Gene Edward Veith, at his Cranach blog, has a link to an intriguing review of evolutionary biologist Richard Dawkins’ new book The God Delusion. Dawkins has long been an evangelist for atheism, and is most famous for his books The Blind Watchmaker and The Selfish Gene.
The review, written by atheist Shannon Love, is found here, and is a fascinating read. Love dissects the typical historical arguments against religion that Dawkins uses, such as the inhumanity of the Crusades or the Inquisition. Love then points out the great evils that atheism thrust on the world in the 20th century: communism, nazism, and even the sexual revolution; as well as the great good done by contemporary religious people.
Here are some quotes from Love’s review:
Imagine my shock and even horror to discover that Dawkins’ book is trite, facile and just plain, well, dumb.
The entire scope of the facileness of the book will take several posts to address, but the most immediate flaw in the book is Dawkins’ uncritical acceptance of the idea that religion causes people to systematically make worse, i.e., less-humane or -accurate, decisions than does an atheistic worldview. I’ll tackle this argument first because it has long annoyed me, because empirically it isn’t true, and anyone with even a passing knowledge of history can discern the real pattern.
Atheists reflexively repeat the mantra that religion causes oppression, war and general cruelty of all kinds, while asserting or implying that atheism does not. Dawkins falls right into this mindless argument in the opening paragraphs of the book and never lets up.
Dawkins simply repeats the shallow and ahistorical version of history that any hip 19-year-old college freshman can regurgitate on cue. If Dawkins had approached the question from an empirical point of view, he would have readily determined that evidence for the degree to which religion does or does not promote inhumane decisions can only be found in the history of the last 300 years or so. Only during that time frame have atheistic ideologies gained any significant power to actually make good or bad decisions. Unfortunately for atheists, recent history shows that the more atheistic a political ideology, the more destruction it wreaks when it acquires power.
Moreover, Dawkins doesn’t appear to spend any time considering the positive role that religion has played in the last two-hundred years.

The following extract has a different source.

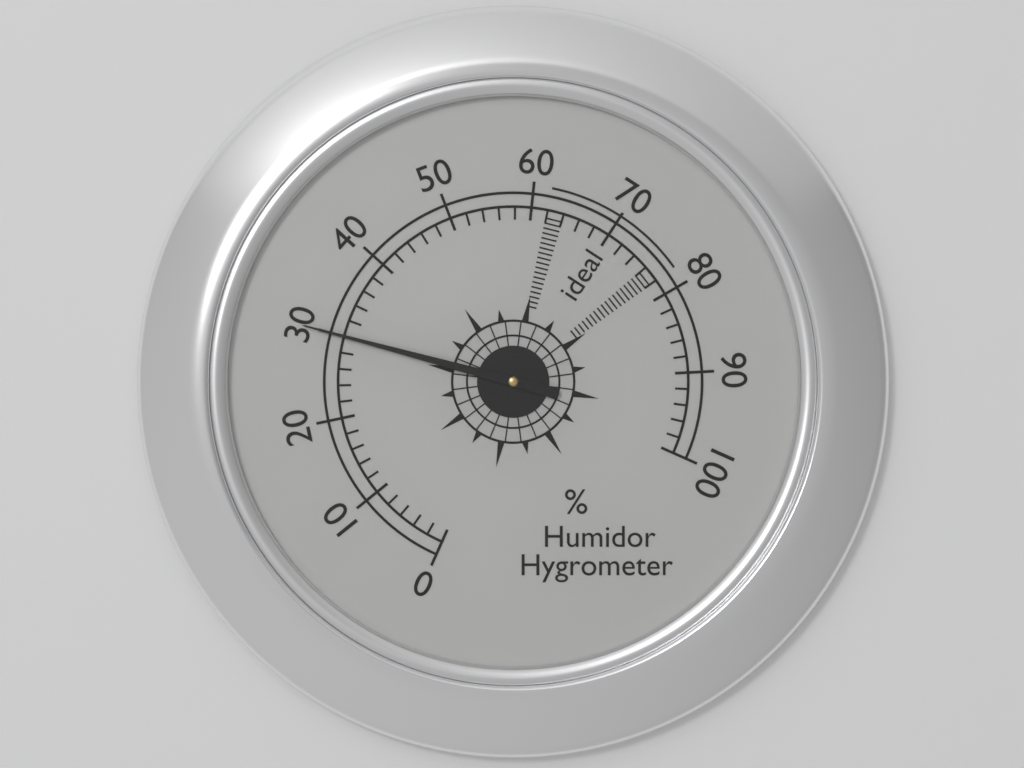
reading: 30 %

I checked the index under “slavery” and found only three references, all of them complaining that religious people had not, throughout the history of mankind, always opposed slavery. Well, duh! Strangely, missing from Dawkins’ analysis is any mention of the role that Christian fervor played in virtually wiping out slavery worldwide. Indeed, slavery went from being a human universal to virtual extinction due to the efforts of individuals whom many people today regard as the trifecta of evil: Christian, capitalistic, white males.